I'm not sure what you mean by flushing in the middle of the line.   
fprintf(stderr)  is supposed to be unbuffered (flush after every call), and 
fprintf(stdout) should be buffered.  fflush(stdout) is the typical approach 
to turning stdout to the same behavior as stderr.   A typical printf line 
is the following.

printf("\nSomeText\n\n").   You definitely don't want three flushes from 
that.   I typically avoid direct use of printf in code, and wrap log 
statements around printf.  That way the logs can optionally flush 
(especially on warnings/errors), but buffer the rest of the outputs, and 
provide coloring to specific log types.  You'd be surprised at how log 
statements can bring down performance especially when you are shooting for 
60 fps.

On Friday, October 31, 2014 11:41:13 AM UTC-7, jj wrote:
>
> Can you point to a reference on how the flushing should work then? Note 
> that printing to a web console is line-based, so there is no way to flush 
> without inserting a newline at the same time, which is why flushing is 
> implemented at newline boundaries to preserve correct output. Flushing in 
> the middle of a line would cause incorrect printing, and I don't think 
> there is a performance benefit in flushing more seldomly either - that 
> would just lead to more potential confusion.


Task objective → Whatever appears in the records, write it out again exactly.

Input data →

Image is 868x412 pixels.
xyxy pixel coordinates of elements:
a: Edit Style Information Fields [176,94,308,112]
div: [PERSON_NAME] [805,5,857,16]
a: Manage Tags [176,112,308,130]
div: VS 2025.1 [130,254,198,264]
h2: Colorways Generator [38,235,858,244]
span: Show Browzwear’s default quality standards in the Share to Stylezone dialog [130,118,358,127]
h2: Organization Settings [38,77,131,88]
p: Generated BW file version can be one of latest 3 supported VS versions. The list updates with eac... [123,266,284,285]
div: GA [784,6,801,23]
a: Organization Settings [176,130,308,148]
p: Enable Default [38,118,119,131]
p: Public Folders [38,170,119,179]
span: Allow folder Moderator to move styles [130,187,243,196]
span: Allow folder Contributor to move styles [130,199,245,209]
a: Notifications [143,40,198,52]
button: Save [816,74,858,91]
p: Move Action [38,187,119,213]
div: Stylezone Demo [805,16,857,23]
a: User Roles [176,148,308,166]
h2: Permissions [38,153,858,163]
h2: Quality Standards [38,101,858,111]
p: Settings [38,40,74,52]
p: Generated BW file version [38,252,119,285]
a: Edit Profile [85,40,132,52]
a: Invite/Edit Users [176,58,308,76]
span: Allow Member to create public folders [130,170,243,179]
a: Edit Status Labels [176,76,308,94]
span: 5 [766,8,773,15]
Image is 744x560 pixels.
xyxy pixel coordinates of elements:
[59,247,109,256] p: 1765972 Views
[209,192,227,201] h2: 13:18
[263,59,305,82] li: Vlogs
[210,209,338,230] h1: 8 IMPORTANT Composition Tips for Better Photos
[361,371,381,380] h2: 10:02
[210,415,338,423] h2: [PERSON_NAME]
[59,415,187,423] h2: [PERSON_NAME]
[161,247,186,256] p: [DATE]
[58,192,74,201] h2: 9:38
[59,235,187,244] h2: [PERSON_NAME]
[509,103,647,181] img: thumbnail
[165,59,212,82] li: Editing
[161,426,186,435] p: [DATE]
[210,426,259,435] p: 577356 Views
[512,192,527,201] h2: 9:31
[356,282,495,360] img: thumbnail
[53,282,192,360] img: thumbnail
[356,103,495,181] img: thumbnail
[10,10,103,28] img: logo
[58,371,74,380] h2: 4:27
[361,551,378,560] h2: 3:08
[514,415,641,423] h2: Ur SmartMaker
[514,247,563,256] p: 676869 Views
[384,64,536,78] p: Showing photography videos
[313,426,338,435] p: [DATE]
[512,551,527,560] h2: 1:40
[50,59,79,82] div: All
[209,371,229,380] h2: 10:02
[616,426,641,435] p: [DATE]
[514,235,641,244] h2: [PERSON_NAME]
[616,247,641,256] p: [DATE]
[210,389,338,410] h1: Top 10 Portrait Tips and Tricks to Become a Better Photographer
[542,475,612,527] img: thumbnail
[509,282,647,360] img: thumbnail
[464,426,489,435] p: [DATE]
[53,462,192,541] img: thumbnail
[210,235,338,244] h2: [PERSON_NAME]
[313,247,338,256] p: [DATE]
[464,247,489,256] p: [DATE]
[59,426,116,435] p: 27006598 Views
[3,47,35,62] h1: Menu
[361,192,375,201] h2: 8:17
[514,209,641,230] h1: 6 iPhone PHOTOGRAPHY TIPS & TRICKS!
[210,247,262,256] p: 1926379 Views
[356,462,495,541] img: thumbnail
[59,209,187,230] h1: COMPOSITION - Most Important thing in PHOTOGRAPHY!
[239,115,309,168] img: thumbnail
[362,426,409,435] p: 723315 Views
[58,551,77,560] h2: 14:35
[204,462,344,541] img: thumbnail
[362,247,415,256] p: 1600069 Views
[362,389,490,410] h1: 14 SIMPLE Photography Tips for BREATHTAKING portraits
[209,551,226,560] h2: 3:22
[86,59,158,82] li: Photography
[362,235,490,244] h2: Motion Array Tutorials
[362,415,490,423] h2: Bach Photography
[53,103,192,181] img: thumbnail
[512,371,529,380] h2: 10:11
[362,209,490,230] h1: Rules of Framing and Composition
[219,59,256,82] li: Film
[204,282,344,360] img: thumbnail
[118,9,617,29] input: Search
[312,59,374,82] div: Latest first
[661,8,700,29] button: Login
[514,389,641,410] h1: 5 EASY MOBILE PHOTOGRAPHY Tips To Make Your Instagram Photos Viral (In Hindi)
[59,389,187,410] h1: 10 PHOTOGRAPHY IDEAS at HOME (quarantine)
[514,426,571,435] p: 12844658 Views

Task result →
Image is 868x412 pixels.
xyxy pixel coordinates of elements:
a: Edit Style Information Fields [176,94,308,112]
div: [PERSON_NAME] [805,5,857,16]
a: Manage Tags [176,112,308,130]
div: VS 2025.1 [130,254,198,264]
h2: Colorways Generator [38,235,858,244]
span: Show Browzwear’s default quality standards in the Share to Stylezone dialog [130,118,358,127]
h2: Organization Settings [38,77,131,88]
p: Generated BW file version can be one of latest 3 supported VS versions. The list updates with eac... [123,266,284,285]
div: GA [784,6,801,23]
a: Organization Settings [176,130,308,148]
p: Enable Default [38,118,119,131]
p: Public Folders [38,170,119,179]
span: Allow folder Moderator to move styles [130,187,243,196]
span: Allow folder Contributor to move styles [130,199,245,209]
a: Notifications [143,40,198,52]
button: Save [816,74,858,91]
p: Move Action [38,187,119,213]
div: Stylezone Demo [805,16,857,23]
a: User Roles [176,148,308,166]
h2: Permissions [38,153,858,163]
h2: Quality Standards [38,101,858,111]
p: Settings [38,40,74,52]
p: Generated BW file version [38,252,119,285]
a: Edit Profile [85,40,132,52]
a: Invite/Edit Users [176,58,308,76]
span: Allow Member to create public folders [130,170,243,179]
a: Edit Status Labels [176,76,308,94]
span: 5 [766,8,773,15]
Image is 744x560 pixels.
xyxy pixel coordinates of elements:
[59,247,109,256] p: 1765972 Views
[209,192,227,201] h2: 13:18
[263,59,305,82] li: Vlogs
[210,209,338,230] h1: 8 IMPORTANT Composition Tips for Better Photos
[361,371,381,380] h2: 10:02
[210,415,338,423] h2: [PERSON_NAME]
[59,415,187,423] h2: [PERSON_NAME]
[161,247,186,256] p: [DATE]
[58,192,74,201] h2: 9:38
[59,235,187,244] h2: [PERSON_NAME]
[509,103,647,181] img: thumbnail
[165,59,212,82] li: Editing
[161,426,186,435] p: [DATE]
[210,426,259,435] p: 577356 Views
[512,192,527,201] h2: 9:31
[356,282,495,360] img: thumbnail
[53,282,192,360] img: thumbnail
[356,103,495,181] img: thumbnail
[10,10,103,28] img: logo
[58,371,74,380] h2: 4:27
[361,551,378,560] h2: 3:08
[514,415,641,423] h2: Ur SmartMaker
[514,247,563,256] p: 676869 Views
[384,64,536,78] p: Showing photography videos
[313,426,338,435] p: [DATE]
[512,551,527,560] h2: 1:40
[50,59,79,82] div: All
[209,371,229,380] h2: 10:02
[616,426,641,435] p: [DATE]
[514,235,641,244] h2: [PERSON_NAME]
[616,247,641,256] p: [DATE]
[210,389,338,410] h1: Top 10 Portrait Tips and Tricks to Become a Better Photographer
[542,475,612,527] img: thumbnail
[509,282,647,360] img: thumbnail
[464,426,489,435] p: [DATE]
[53,462,192,541] img: thumbnail
[210,235,338,244] h2: [PERSON_NAME]
[313,247,338,256] p: [DATE]
[464,247,489,256] p: [DATE]
[59,426,116,435] p: 27006598 Views
[3,47,35,62] h1: Menu
[361,192,375,201] h2: 8:17
[514,209,641,230] h1: 6 iPhone PHOTOGRAPHY TIPS & TRICKS!
[210,247,262,256] p: 1926379 Views
[356,462,495,541] img: thumbnail
[59,209,187,230] h1: COMPOSITION - Most Important thing in PHOTOGRAPHY!
[239,115,309,168] img: thumbnail
[362,426,409,435] p: 723315 Views
[58,551,77,560] h2: 14:35
[204,462,344,541] img: thumbnail
[362,247,415,256] p: 1600069 Views
[362,389,490,410] h1: 14 SIMPLE Photography Tips for BREATHTAKING portraits
[209,551,226,560] h2: 3:22
[86,59,158,82] li: Photography
[362,235,490,244] h2: Motion Array Tutorials
[362,415,490,423] h2: Bach Photography
[53,103,192,181] img: thumbnail
[512,371,529,380] h2: 10:11
[362,209,490,230] h1: Rules of Framing and Composition
[219,59,256,82] li: Film
[204,282,344,360] img: thumbnail
[118,9,617,29] input: Search
[312,59,374,82] div: Latest first
[661,8,700,29] button: Login
[514,389,641,410] h1: 5 EASY MOBILE PHOTOGRAPHY Tips To Make Your Instagram Photos Viral (In Hindi)
[59,389,187,410] h1: 10 PHOTOGRAPHY IDEAS at HOME (quarantine)
[514,426,571,435] p: 12844658 Views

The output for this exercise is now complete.